I wrote a Shchorre's metaII implementation myself using perl regexes.
The whole code that is run is just a recursive regexp match against a string (/$bootstrap/ =~ /$program/), which makes it even more mindfucked than usual. It's a simple way to create recursive descent parser just using regexes and perl extended patterns. The string that tries to match is a representation in meta-II of the very same syntax the string is written on. Yes. :-)
I'm taking advantage of the Perl5 extended pattern '(?{})' that runs perl code whenever the regex reaches that point. The idea is pretty similar to how metaII outputs work themselves even syntax-wise, so I thought it was a nice way to implement it as it's using the same idea that is going to use metaII after being bootstrapped (sorry if this post is difficult to read, but I can't find easy ways to write about without it in clear non-chained-and-recursive-and-self-referent-way).
To be able to run recursive regexes, we need what MJD calls a proxy parser which is just a delayed 'thunk' that will be evaled just at runtime. We can achieve it in the regex world with (??{}).
If you're not familiar with metacompilers, my advise is to google a bit about them, and find out about them. It's an amazing piece of technology. Basically you can get a compiler build itself in very few lines of code, and then augment it step by step by modifying the rules it consumes, and creating a slightly more evolved copy of itself, that you can use as a stepping stone to create more advanced compilers.
I added a makefile that shows the process of compiling a compiler using itself and a description of itself.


**EXERCISE BRIEF**
Write only the number of lines below in which "adult" occurs.

**DATA EXTRACT**
═══

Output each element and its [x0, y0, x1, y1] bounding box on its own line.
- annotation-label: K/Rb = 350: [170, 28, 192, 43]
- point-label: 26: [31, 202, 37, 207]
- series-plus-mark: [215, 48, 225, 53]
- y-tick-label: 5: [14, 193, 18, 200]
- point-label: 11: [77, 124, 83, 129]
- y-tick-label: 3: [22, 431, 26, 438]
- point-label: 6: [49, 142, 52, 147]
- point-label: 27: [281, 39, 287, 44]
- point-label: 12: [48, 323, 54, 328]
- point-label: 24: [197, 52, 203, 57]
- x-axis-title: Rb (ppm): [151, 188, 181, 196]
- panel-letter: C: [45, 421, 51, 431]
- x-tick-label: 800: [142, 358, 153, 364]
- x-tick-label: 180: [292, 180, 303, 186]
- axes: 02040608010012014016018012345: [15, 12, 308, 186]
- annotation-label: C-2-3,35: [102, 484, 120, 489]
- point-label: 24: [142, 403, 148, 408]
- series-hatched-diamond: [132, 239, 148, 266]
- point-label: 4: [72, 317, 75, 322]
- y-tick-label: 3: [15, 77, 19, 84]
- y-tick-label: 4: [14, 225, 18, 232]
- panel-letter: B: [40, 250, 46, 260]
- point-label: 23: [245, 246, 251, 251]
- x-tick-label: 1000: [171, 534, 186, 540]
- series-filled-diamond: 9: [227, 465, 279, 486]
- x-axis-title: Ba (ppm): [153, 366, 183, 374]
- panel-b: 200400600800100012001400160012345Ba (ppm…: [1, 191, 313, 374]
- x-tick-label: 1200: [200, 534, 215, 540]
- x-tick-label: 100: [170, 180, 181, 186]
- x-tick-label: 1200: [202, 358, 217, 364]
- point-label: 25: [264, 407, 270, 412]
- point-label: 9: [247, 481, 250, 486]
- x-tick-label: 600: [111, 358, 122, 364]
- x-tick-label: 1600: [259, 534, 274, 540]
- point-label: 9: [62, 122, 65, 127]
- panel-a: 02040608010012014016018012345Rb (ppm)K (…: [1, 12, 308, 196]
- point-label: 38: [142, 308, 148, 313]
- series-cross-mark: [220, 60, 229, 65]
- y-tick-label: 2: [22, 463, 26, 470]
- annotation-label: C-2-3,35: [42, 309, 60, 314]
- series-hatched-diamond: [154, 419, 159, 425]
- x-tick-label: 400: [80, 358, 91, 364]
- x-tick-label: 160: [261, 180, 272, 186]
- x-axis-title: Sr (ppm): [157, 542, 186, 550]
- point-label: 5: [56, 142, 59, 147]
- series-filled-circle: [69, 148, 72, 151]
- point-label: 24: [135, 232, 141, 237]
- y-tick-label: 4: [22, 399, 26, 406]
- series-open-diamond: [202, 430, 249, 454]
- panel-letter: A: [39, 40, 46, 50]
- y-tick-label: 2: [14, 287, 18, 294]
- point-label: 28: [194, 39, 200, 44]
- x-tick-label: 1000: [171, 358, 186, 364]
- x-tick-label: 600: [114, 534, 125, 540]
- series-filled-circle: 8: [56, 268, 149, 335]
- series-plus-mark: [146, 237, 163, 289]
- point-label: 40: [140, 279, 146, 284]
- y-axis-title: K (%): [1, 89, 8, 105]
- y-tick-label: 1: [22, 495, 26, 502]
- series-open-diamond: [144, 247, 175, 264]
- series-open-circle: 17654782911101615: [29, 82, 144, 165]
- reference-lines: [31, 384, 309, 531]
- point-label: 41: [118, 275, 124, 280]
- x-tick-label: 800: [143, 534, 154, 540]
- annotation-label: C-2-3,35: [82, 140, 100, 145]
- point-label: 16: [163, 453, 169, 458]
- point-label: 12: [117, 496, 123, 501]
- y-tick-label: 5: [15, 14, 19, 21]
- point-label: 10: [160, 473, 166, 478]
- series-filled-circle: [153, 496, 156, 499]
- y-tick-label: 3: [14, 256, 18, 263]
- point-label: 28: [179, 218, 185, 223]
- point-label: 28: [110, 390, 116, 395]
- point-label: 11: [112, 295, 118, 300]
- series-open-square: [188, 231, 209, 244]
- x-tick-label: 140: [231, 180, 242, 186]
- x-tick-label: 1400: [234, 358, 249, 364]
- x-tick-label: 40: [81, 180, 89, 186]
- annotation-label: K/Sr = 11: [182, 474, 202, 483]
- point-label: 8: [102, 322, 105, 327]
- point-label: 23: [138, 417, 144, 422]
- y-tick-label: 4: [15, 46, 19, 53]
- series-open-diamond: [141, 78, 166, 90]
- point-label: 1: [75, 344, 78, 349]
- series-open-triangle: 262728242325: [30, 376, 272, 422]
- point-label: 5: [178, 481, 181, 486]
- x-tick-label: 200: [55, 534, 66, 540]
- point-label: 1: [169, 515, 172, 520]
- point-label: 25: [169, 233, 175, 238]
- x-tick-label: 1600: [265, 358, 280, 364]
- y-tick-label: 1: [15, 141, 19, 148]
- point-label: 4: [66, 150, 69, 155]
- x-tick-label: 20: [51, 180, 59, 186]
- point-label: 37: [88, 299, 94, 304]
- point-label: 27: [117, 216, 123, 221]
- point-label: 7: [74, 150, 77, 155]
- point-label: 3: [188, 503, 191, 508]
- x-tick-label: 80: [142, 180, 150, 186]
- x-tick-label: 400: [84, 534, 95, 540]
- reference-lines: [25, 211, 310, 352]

═══

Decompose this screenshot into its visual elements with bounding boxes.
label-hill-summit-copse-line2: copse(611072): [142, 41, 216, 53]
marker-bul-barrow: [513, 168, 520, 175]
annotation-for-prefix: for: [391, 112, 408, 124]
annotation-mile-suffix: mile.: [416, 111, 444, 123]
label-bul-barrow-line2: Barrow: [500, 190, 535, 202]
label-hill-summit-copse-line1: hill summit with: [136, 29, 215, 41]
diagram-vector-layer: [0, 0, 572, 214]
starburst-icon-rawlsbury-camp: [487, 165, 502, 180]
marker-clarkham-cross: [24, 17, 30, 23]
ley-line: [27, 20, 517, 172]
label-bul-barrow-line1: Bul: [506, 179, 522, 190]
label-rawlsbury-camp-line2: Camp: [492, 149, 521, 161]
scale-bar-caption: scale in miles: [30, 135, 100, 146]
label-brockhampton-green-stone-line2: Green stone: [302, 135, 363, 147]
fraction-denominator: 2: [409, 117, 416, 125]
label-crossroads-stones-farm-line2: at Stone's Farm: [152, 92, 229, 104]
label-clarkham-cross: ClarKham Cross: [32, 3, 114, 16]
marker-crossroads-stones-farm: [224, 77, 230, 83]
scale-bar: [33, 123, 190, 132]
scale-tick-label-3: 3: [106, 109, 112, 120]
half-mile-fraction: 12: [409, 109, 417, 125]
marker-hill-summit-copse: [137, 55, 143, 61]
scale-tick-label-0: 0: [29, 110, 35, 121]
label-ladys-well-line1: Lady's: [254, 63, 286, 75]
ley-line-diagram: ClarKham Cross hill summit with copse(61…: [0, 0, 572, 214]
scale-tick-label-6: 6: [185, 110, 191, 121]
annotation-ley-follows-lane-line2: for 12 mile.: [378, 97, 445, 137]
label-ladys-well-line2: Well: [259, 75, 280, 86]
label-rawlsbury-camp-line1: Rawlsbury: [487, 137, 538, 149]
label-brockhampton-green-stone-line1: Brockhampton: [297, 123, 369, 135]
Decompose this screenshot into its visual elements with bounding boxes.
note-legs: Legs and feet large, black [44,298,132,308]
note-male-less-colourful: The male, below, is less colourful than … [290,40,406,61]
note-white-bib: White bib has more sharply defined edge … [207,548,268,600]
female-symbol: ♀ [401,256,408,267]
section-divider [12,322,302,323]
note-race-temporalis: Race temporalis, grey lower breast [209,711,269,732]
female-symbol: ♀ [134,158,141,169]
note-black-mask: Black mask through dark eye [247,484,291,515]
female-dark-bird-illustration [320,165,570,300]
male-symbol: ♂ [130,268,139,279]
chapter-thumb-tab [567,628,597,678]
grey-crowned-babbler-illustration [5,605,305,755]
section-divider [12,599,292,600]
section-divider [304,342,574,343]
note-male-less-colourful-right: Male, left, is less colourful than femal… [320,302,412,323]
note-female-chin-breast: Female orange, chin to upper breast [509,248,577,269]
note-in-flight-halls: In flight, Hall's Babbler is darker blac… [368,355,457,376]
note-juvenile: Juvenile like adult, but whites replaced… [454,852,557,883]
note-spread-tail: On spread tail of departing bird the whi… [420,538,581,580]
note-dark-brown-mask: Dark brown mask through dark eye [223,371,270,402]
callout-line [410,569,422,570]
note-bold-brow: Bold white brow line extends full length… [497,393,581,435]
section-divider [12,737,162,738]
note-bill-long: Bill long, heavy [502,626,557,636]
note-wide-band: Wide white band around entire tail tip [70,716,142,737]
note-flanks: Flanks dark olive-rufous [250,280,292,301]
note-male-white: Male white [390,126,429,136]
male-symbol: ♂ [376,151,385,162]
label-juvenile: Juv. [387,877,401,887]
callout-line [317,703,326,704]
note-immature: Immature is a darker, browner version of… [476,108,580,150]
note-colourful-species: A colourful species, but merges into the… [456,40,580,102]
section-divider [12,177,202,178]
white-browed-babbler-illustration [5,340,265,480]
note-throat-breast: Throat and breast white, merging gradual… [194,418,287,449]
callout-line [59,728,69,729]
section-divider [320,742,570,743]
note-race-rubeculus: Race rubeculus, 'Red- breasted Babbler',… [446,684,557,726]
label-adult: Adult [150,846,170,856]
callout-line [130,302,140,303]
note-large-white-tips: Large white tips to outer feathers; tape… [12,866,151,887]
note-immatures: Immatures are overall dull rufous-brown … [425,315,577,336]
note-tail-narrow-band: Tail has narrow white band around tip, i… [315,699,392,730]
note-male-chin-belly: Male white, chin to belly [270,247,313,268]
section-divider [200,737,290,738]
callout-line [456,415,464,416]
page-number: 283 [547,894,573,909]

═══

**EXPECTED ANSWER**
2